In the study Marlowe explains he has kidnapped the son, requires £50,000 in ransom, has planted a bomb set to go off the next morning at ten o’clock (hence the title), but will only release details of the child’s whereabouts once he is out of the country. Chester, a millionaire, has no qualms about paying up. Marlow is as cool as a cucumber. He has come up with the perfect crime. He will get off scot-free, become instantly rich and no one will come to any harm.

Except the nanny is listening at the door and dials 999. The local cops call in Scotland Yard. Assistant Commissioner Bewley (Alan Wheatley) assigns the case to Detective Inspector Parnell (John Gregson) quickly revealed as a tough nut, threatening to turn a suspect in a jewel robbery loose so that his pals will think he’s squealed and exact vengeance.

By the time, he reaches the house, Chester has gone off to withdraw the cash from the bank.  Inside, Parnell confronts Marlowe. And so begins a game of cat-and-mouse. Marlowe holds firm, believing that the cop will give in to save the child, Parnell searches for a psychological weakness in the criminal’s makeup that he can use to crack him. Each convinced of their own mental strength in a battle with an innocent life at stake.

Chester returns with the money and is furious to discover the cop. When Parnell refuses to play along with handing over the cash to the kidnapper, Chester pulls out his ace, the old boys network, calling up Bewley, asking for Parnell to be removed from the case. Bewley, happy to do a favor for a wealthy pal, agrees. But Parnell refuses to go.

Bewley goes in person to confront his insubordinate officer. Still, Parnell refuses to budge, verbally attacking his smug superior, threatening to go to the newspapers.

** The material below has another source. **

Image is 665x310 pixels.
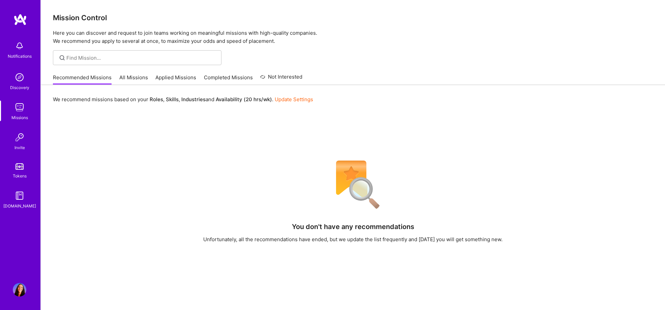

While the pair are arguing, Chester loses his rag, physically attacking Marlowe. In the struggle, Marlowe falls  back, hits his head and falls unconscious. Bewley, who has reluctantly agreed to let Parnell continue, now responds with spiteful glee. The cop will carry the can if the child dies.

Chester, meanwhile, is calling in the top medical experts to save Marlowe, money no object. But Parnell can’t afford to wait and enlarges the inquiry, putting out a public appeal, Marlowe’s face on the front page of the evening newspaper. But every other investigation can’t be halted just for this case, so Parnell is frustrated when various beat cops, originally going door-to-door, are pulled off onto other case.

Meanwhile, we already know Jonathan has worked out something is wrong, But the window is sealed with steel mesh and the door is locked and eventually he goes to sleep cuddling the deadly toy.

Marlowe shows no sign of recovery and dies. Bewley ups the stakes against Parnell. A beat cop looks at the outside of the house in question but walks away. Parnell gets a tip-off that leads him to a nightclub called the Gollywog Club and encounters Marlowe’s parents who run the place. Their name is Maddow. They haven’t seen their son in several months and while they accept he’s a criminal, the mother reminisces about what a loving boy he was.

Eventually, Parnell finds the estate agent who rented the property to Marlowe. By now they have just five minutes to get to the property.

They arrive a few minutes after the deadline.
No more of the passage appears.